Ex-Senator Blount's party of three was fashionably late at the function in Mesa Circle, but in the crush filling the spacious drawing-rooms the hostess and her long line of receiving assistants were still on duty. Having successfully passed the line with her husband and Patricia, little Mrs. Blount looked about her, saw Mr. Richard Gantry, signalled to him with her eyes, and, with the traffic manager for her centre-rush to wedge a way through the crowded rooms, was presently lost to sight--at least from Miss Anners's point of view.
Whether she knew it or not, from the moment of her appearance at the hostess's end of the long receiving-line, the senator's wife had been marked and followed in her slow progress through the rooms by a thin-faced man who seemed to be nervously trying to hunch himself into better relations with his ill-fitting dress-coat, an eager gentleman whose hawk-like eyes never lost sight of the little lady with her hand on Gantry's arm. Only the senator saw and remarked this bit of by-play, and he looked as if he were enjoying it, the shrewd gray eyes lighting humorously as he bent to hear what Patricia was saying.

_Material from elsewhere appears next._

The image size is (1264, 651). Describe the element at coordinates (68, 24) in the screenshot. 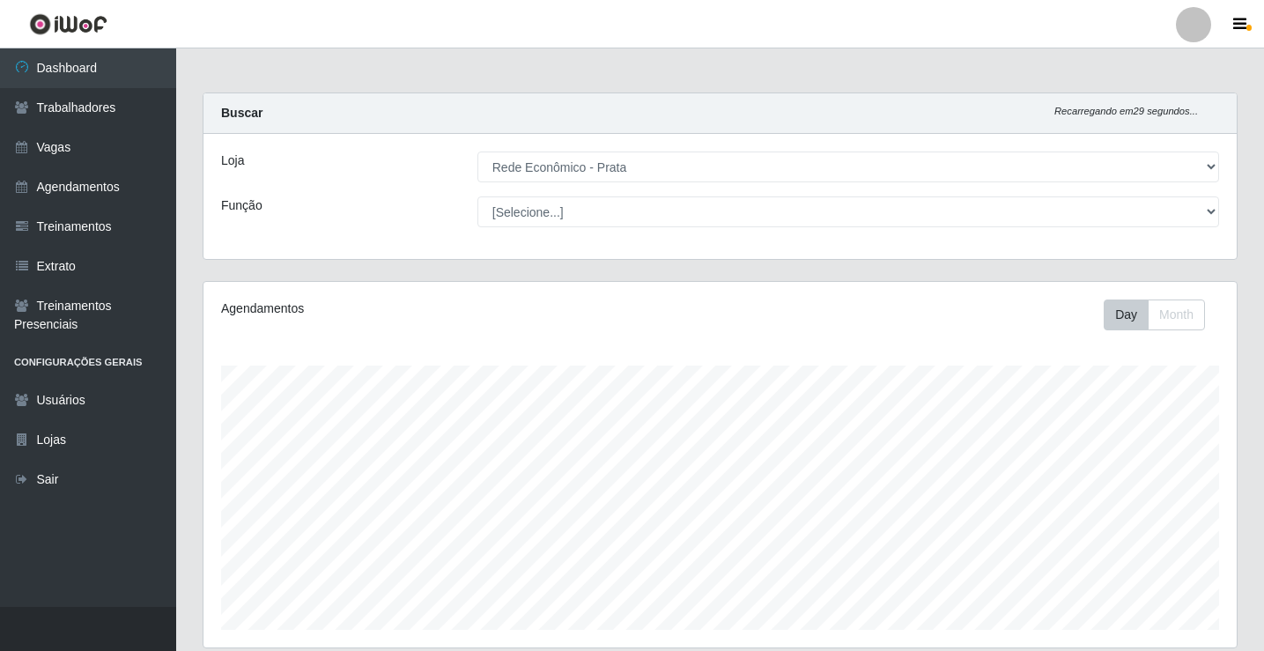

When his quarry stopped, as she did frequently to chat with one or another of the guests, the man with the hawk-like profile and the nervous hunch circled warily, and once or twice seemed about to make the opportunity which was so slow in making itself. But it was not until the little lady in the claret-colored party-gown had drifted, still with a hand on Gantry's arm, in among the palm and banana trees of the herbarium that the bird-of-prey person made his swoop. A moment later Gantry, taking a low-toned command from his companion, was disappearing in the direction of the refreshment-tables, and the lady looked up to say: "Dear me, Mr. Hathaway, you almost startled me!"